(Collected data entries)
=======

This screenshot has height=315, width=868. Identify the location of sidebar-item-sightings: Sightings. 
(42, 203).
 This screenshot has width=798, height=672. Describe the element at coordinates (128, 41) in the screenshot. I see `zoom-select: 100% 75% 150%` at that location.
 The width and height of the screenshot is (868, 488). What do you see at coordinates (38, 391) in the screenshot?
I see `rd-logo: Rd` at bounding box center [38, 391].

=======

• _Action item_
Would you set down every entry again, exactly?

• _Response for this exercise_
This screenshot has height=315, width=868. Identify the location of sidebar-item-sightings: Sightings. 
(42, 203).
 This screenshot has width=798, height=672. Describe the element at coordinates (128, 41) in the screenshot. I see `zoom-select: 100% 75% 150%` at that location.
 The width and height of the screenshot is (868, 488). What do you see at coordinates (38, 391) in the screenshot?
I see `rd-logo: Rd` at bounding box center [38, 391].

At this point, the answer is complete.